There have been many explanations of the apparent slowdown in the housing market over recent months. If you haven’t been following the news on housing, new home sales fell 14% last month and have stagnated since early 2013. Existing home sales also dipped in March and on a seasonally adjusted basis they are down nearly 15% since July of last year.

The Federal Reserve says it must be higher mortgage rates that have dented housing demand.

Others attribute the softness in housing to demographic factors.

And some think falling demand can be explained by harsh winter weather.

While there are likely shades of truth in all three explanations, they fail to mention the most important factor in every market. That isn’t interest rates, or demographic trends, or even weather. The most important driver of markets is the same as it has been for decades, centuries really. That driver is price.

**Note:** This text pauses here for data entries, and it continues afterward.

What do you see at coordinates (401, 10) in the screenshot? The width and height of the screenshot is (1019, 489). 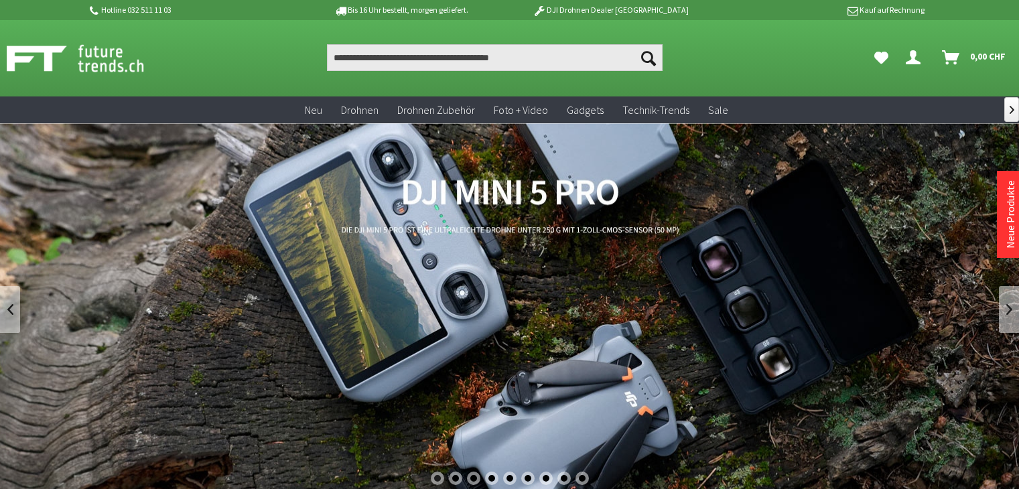 I see `p: Bis 16 Uhr bestellt, morgen geliefert.` at bounding box center [401, 10]. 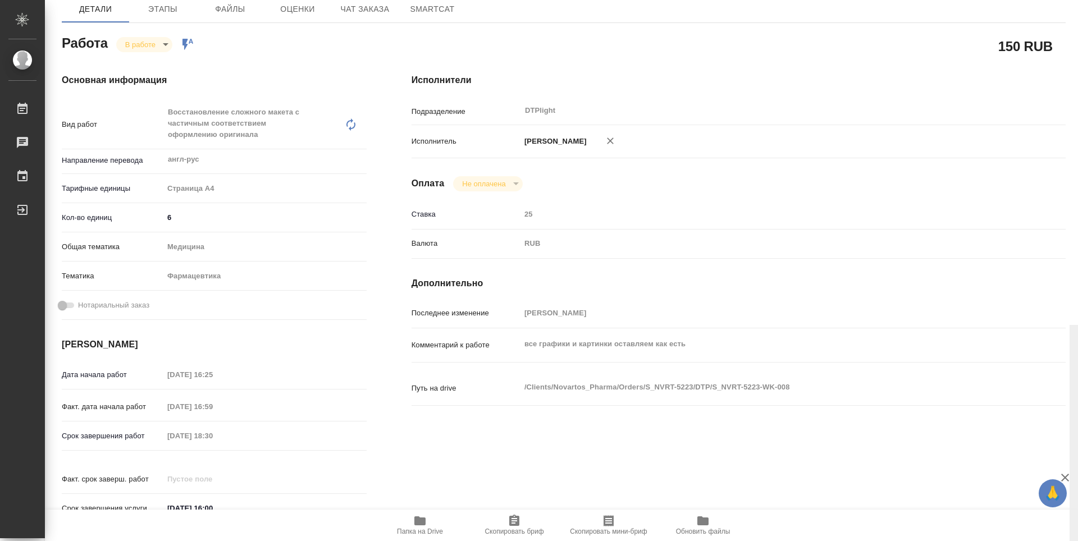 I want to click on span: Чат заказа, so click(x=365, y=9).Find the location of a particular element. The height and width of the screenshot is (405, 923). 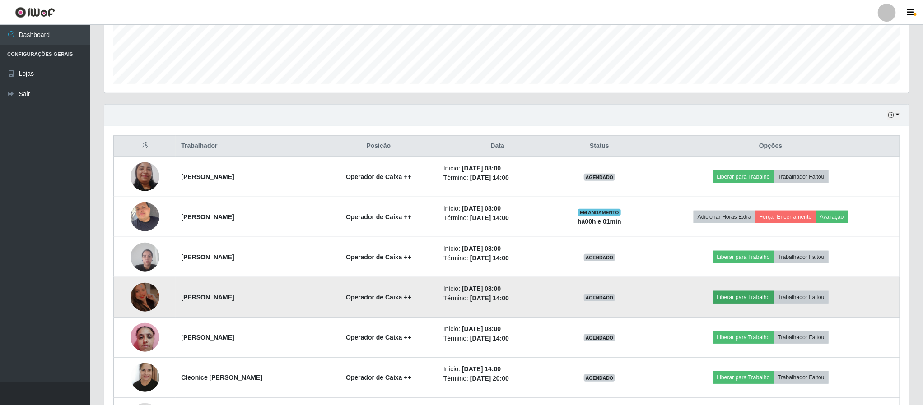

th: Trabalhador is located at coordinates (247, 146).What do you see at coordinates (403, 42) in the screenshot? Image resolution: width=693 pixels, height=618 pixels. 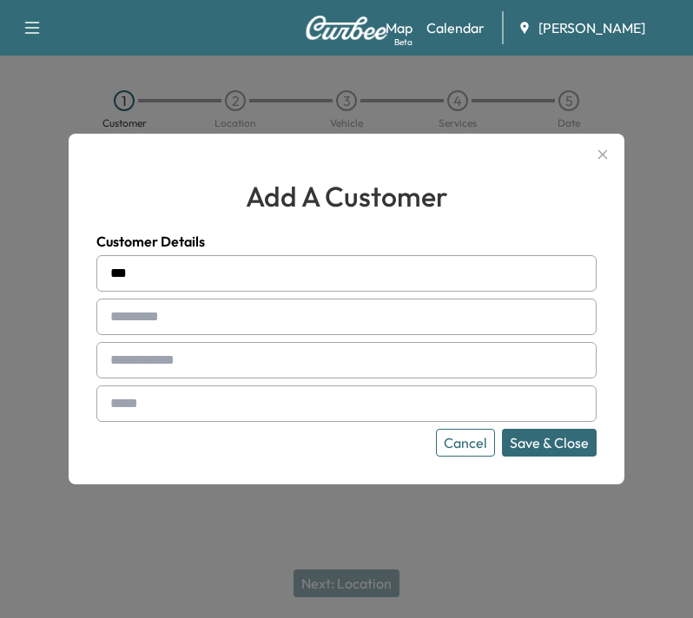 I see `div: Beta` at bounding box center [403, 42].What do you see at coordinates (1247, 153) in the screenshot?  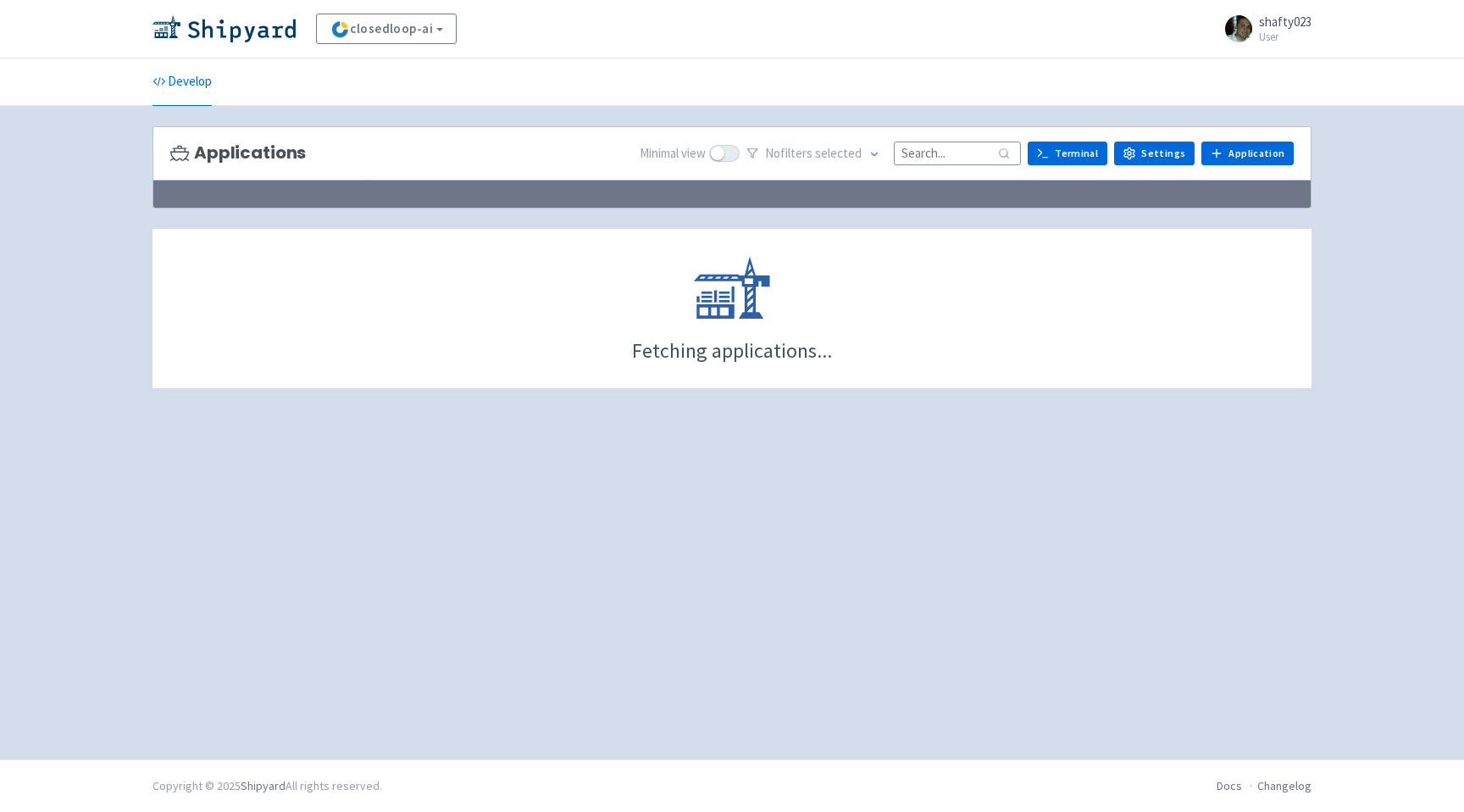 I see `a: Application` at bounding box center [1247, 153]. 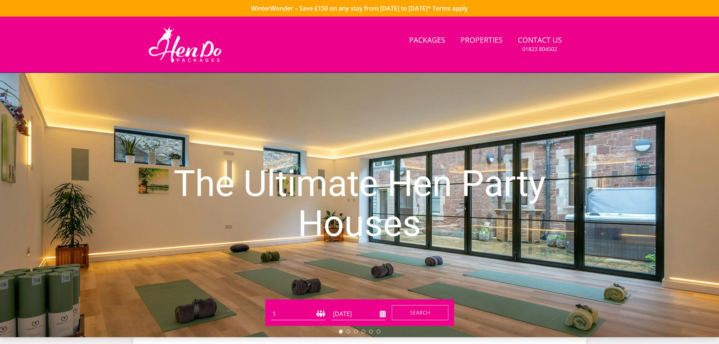 I want to click on span: Search, so click(x=420, y=312).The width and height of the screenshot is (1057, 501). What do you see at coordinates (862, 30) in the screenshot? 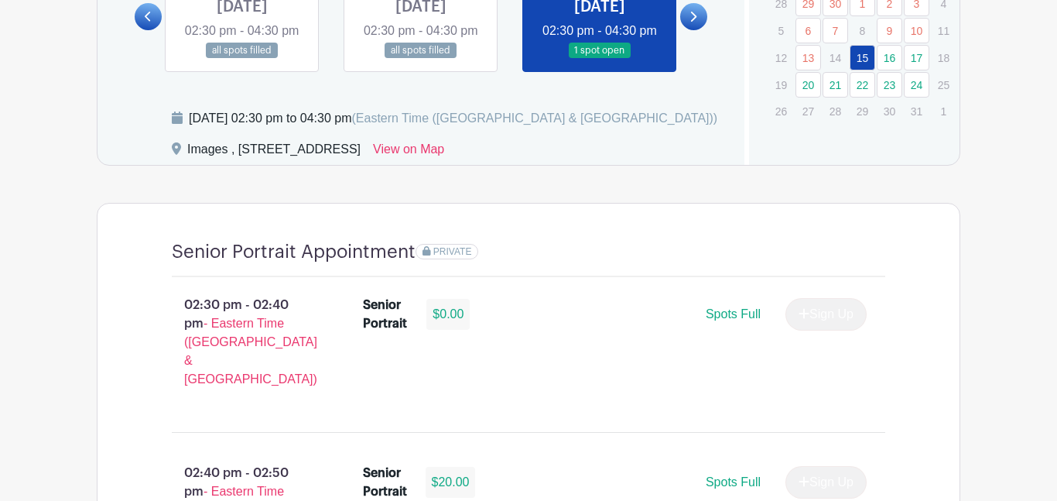
I see `p: 8` at bounding box center [862, 30].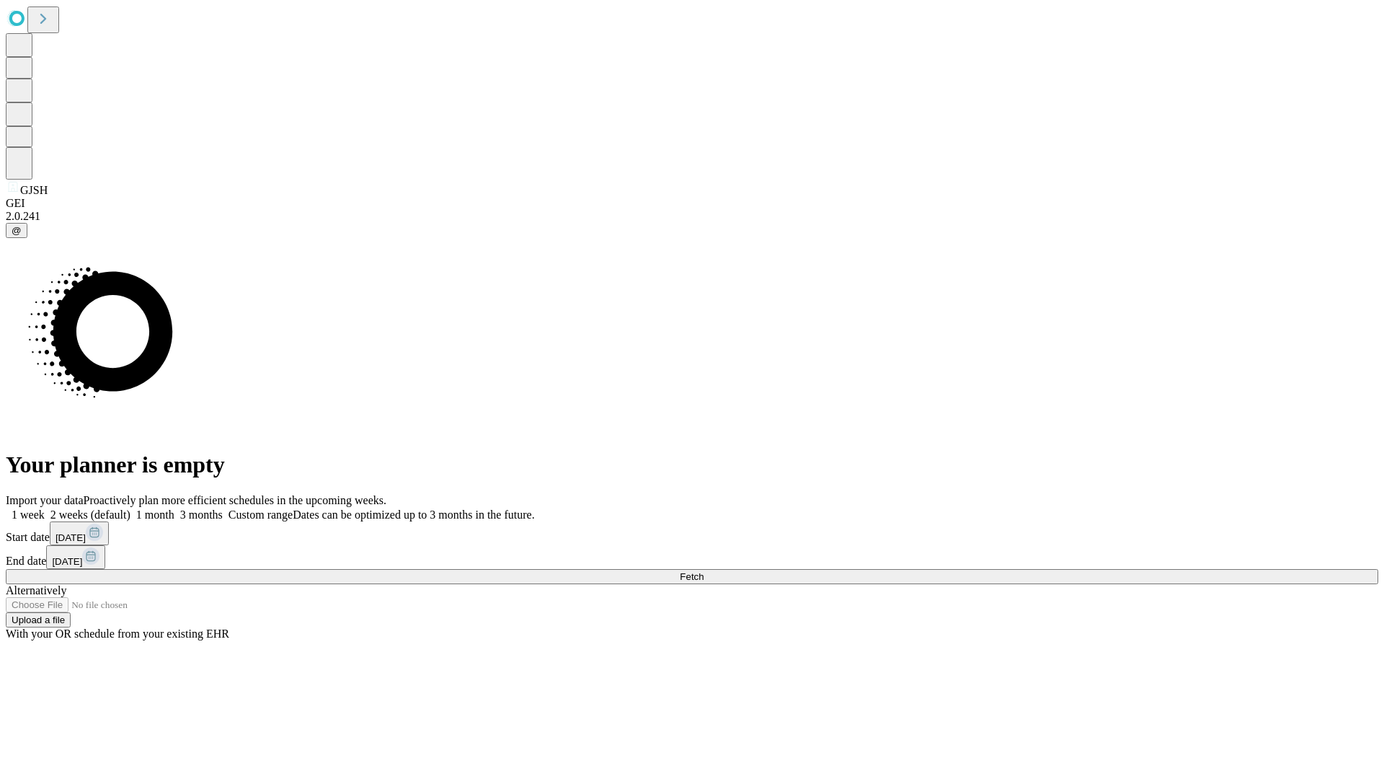 The width and height of the screenshot is (1384, 779). Describe the element at coordinates (90, 514) in the screenshot. I see `span: 2 weeks (default)` at that location.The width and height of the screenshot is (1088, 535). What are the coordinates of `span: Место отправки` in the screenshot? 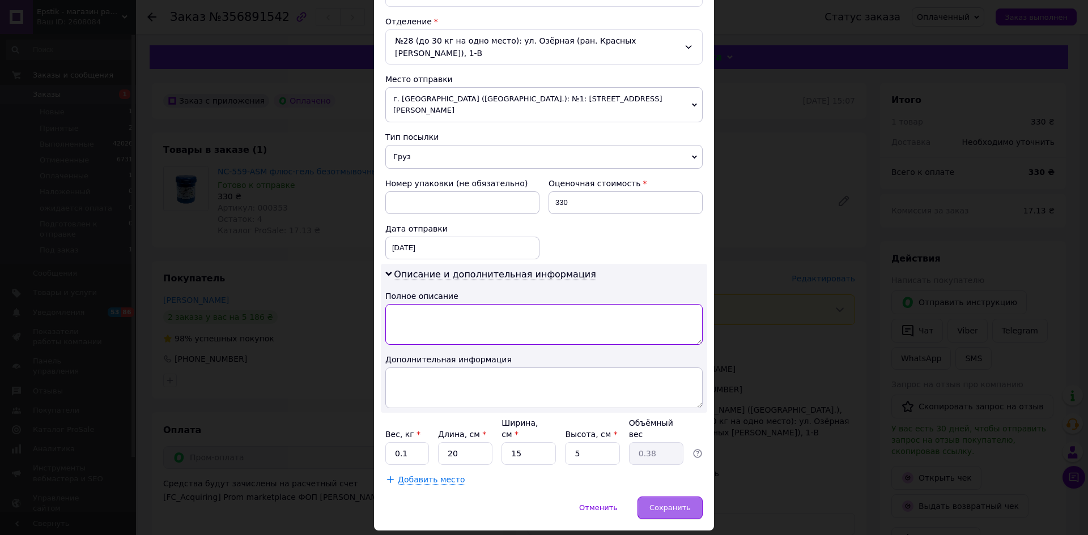 It's located at (419, 79). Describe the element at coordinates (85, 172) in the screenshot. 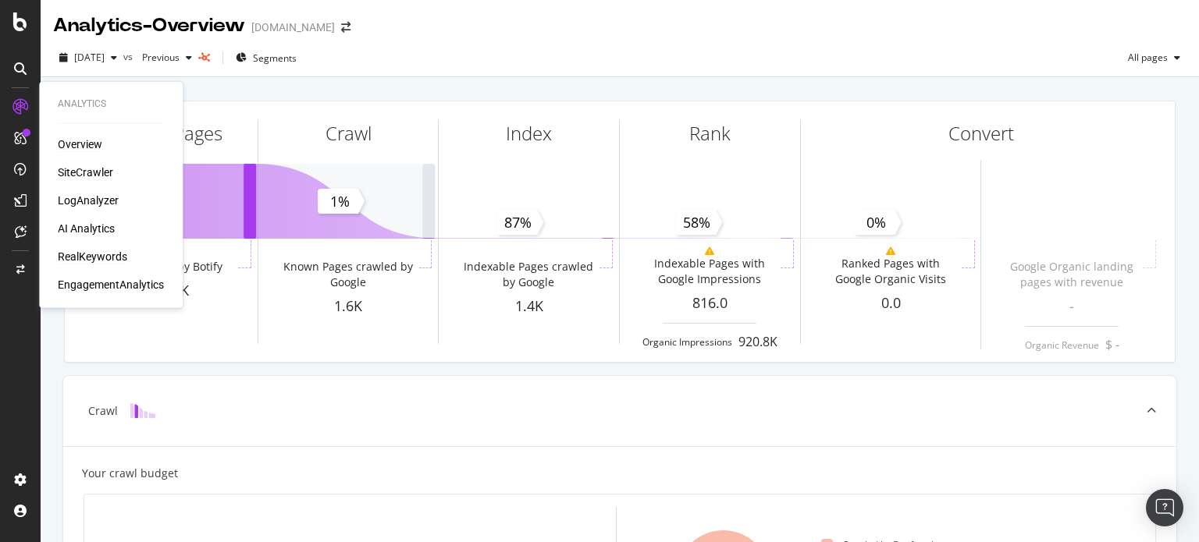

I see `a: SiteCrawler` at that location.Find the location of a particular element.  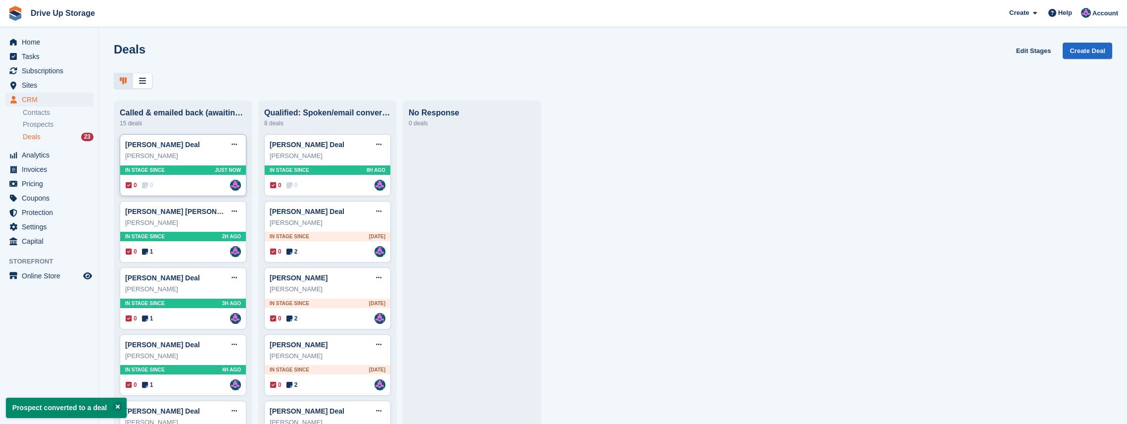

span: Capital is located at coordinates (51, 241).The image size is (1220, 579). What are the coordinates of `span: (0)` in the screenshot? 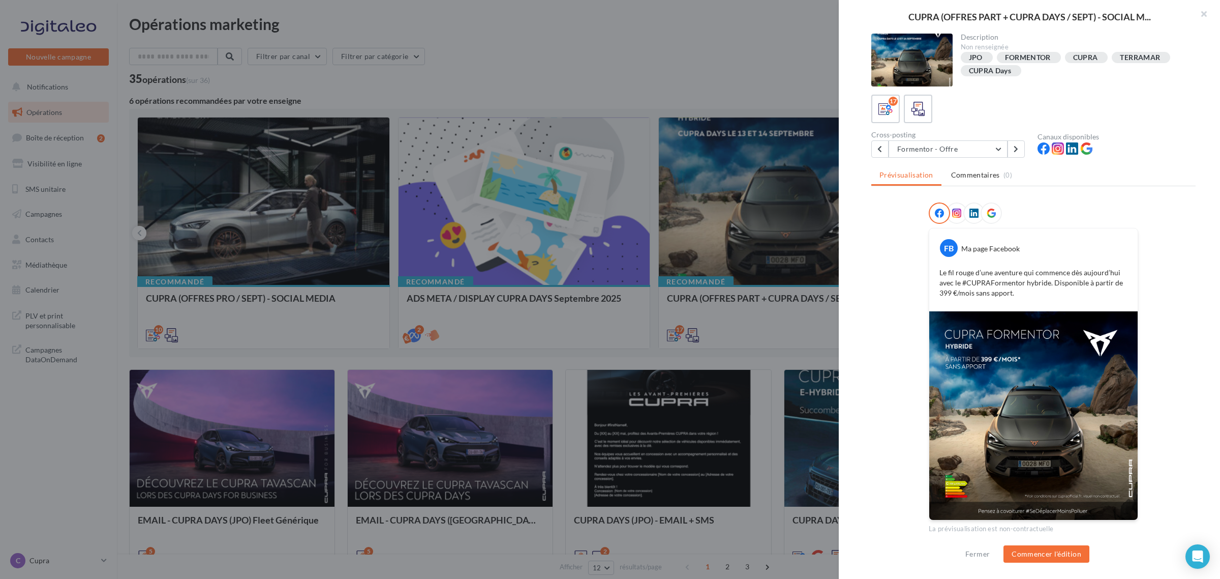 It's located at (1008, 175).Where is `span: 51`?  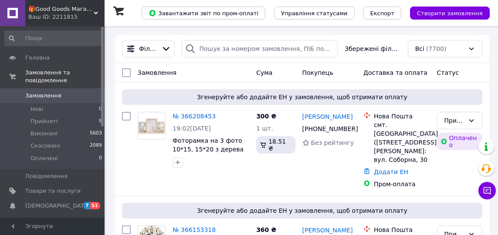
span: 51 is located at coordinates (95, 206).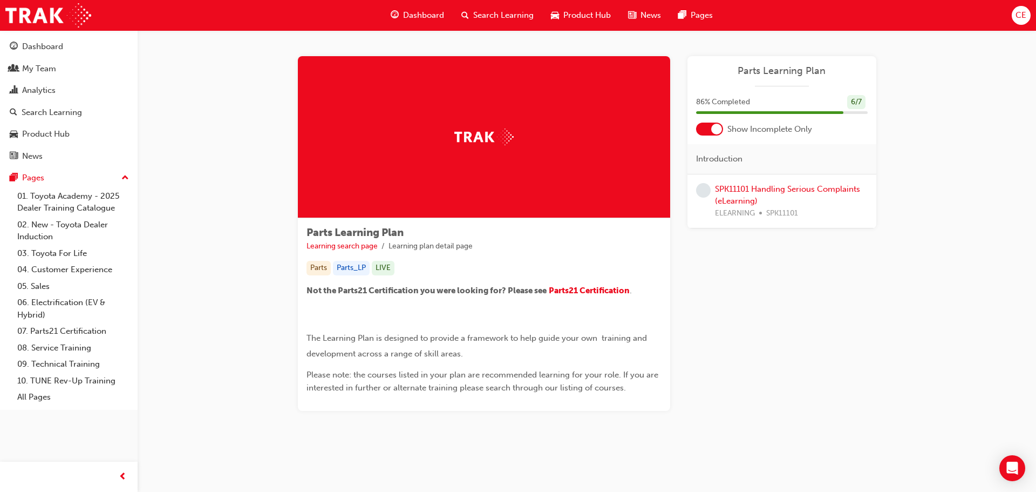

Home prices have risen sharply over the last two and a half years. Family incomes have not. The predictable result of higher prices and stagnant incomes is lower demand. Most of us learned that lesson at a young age while manning a roadside lemonade stand. It seems others never did.

home prices

Zero percent interest rates and quantitative easing may have helped re-inflate housing prices, but not in an organic or sustainable way. The Fed’s easy money policies haven’t lifted consumer incomes and while mortgage rates are low, try getting one.  The trillions of dollars of excess liquidity sloshing around the financial system has driven capital into every nook and cranny of asset markets, levitating prices including those of homes.

The reality on the ground is that housing demand has waned because prices are too high. Median new home prices hit an all-time high in March. Relative to family incomes, prices are back at bubble-era levels.

Existing home prices have bubbled up recently as well, but they haven’t yet surpassed their bubble era peak. Existing home prices relative to family incomes are in what you might call overvalued territory.

The bottom line: Keep it simple. Pay attention to prices. When homes become more expensive people buy fewer of them.